RAG demos are easy. RAG in production is mostly retrieval, a tiny bit of generation, and a lot of plumbing nobody mentions. The magic, when there's any, lives in the retrieval — not the model.
Chunking is the part that determines whether RAG works at all. Splitting documents on token count is a starting point and a wrong one. We split on semantic boundaries — section headers, paragraph breaks, tables, code blocks — and we measure retrieval quality offline before any LLM call. If the right chunk isn't in the top-K, no model can recover.
Hybrid retrieval is non-negotiable. BM25 catches exact-match cases vector search misses (product SKUs, code identifiers, error codes). Vector search catches semantic intent. The combination — typically a reciprocal rank fusion — is what we ship. Pure vector retrieval leaves 20-30% of cases on the table.
The evaluation suite is the artifact that matters. We start every RAG project with 200-500 questions sourced from real users (support tickets, sales calls, anything human-generated). Each question has a known-correct answer or a known-correct citation. Every change to chunking, embeddings, retrieval, or prompt is measured against this set. No eval = no progress, just opinion.
What we don't do: pretend embeddings choose themselves, ship 'agentic' loops without latency budgets, write multi-step plans with no fallback path. RAG that earns its place in production is boring, measured, and replaceable provider-by-provider.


#### TASK REQUIREMENTS:
Repeat every entry word for word. Images do not belong in the copy.

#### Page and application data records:
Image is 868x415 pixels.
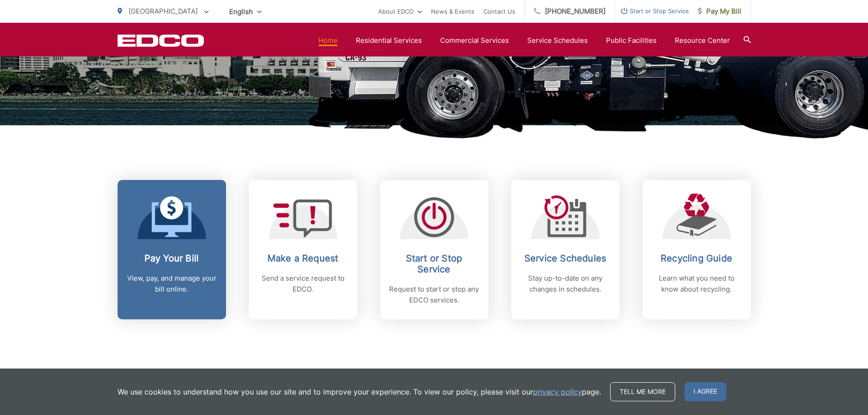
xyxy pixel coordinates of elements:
[521,273,611,295] p: Stay up-to-date on any changes in schedules.
[117,180,226,319] a: Pay Your Bill View, pay, and manage your bill online.
[440,35,509,46] a: Commercial Services
[378,6,422,17] a: About EDCO
[651,253,742,264] h2: Recycling Guide
[527,35,588,46] a: Service Schedules
[431,6,474,17] a: News & Events
[117,386,601,397] p: We use cookies to understand how you use our site and to improve your experience. To view our pol...
[698,6,741,17] span: Pay My Bill
[642,180,751,319] a: Recycling Guide Learn what you need to know about recycling.
[389,284,479,306] p: Request to start or stop any EDCO services.
[117,34,204,47] a: EDCD logo. Return to the homepage.
[521,253,611,264] h2: Service Schedules
[651,273,742,295] p: Learn what you need to know about recycling.
[483,6,516,17] a: Contact Us
[258,253,348,264] h2: Make a Request
[606,35,656,46] a: Public Facilities
[319,35,338,46] a: Home
[249,180,357,319] a: Make a Request Send a service request to EDCO.
[684,382,726,402] span: I agree
[222,4,269,20] span: English
[533,386,582,397] a: privacy policy
[511,180,620,319] a: Service Schedules Stay up-to-date on any changes in schedules.
[129,7,198,15] span: [GEOGRAPHIC_DATA]
[356,35,422,46] a: Residential Services
[675,35,730,46] a: Resource Center
[610,382,675,402] a: Tell me more
[389,253,479,275] h2: Start or Stop Service
[258,273,348,295] p: Send a service request to EDCO.
[127,253,217,264] h2: Pay Your Bill
[127,273,217,295] p: View, pay, and manage your bill online.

#### RESPONSE AREA:
Image is 868x415 pixels.
xyxy pixel coordinates of elements:
[521,273,611,295] p: Stay up-to-date on any changes in schedules.
[117,180,226,319] a: Pay Your Bill View, pay, and manage your bill online.
[440,35,509,46] a: Commercial Services
[378,6,422,17] a: About EDCO
[651,253,742,264] h2: Recycling Guide
[527,35,588,46] a: Service Schedules
[431,6,474,17] a: News & Events
[117,386,601,397] p: We use cookies to understand how you use our site and to improve your experience. To view our pol...
[698,6,741,17] span: Pay My Bill
[642,180,751,319] a: Recycling Guide Learn what you need to know about recycling.
[389,284,479,306] p: Request to start or stop any EDCO services.
[117,34,204,47] a: EDCD logo. Return to the homepage.
[521,253,611,264] h2: Service Schedules
[651,273,742,295] p: Learn what you need to know about recycling.
[483,6,516,17] a: Contact Us
[258,253,348,264] h2: Make a Request
[606,35,656,46] a: Public Facilities
[319,35,338,46] a: Home
[249,180,357,319] a: Make a Request Send a service request to EDCO.
[684,382,726,402] span: I agree
[222,4,269,20] span: English
[533,386,582,397] a: privacy policy
[511,180,620,319] a: Service Schedules Stay up-to-date on any changes in schedules.
[129,7,198,15] span: [GEOGRAPHIC_DATA]
[356,35,422,46] a: Residential Services
[675,35,730,46] a: Resource Center
[610,382,675,402] a: Tell me more
[389,253,479,275] h2: Start or Stop Service
[258,273,348,295] p: Send a service request to EDCO.
[127,253,217,264] h2: Pay Your Bill
[127,273,217,295] p: View, pay, and manage your bill online.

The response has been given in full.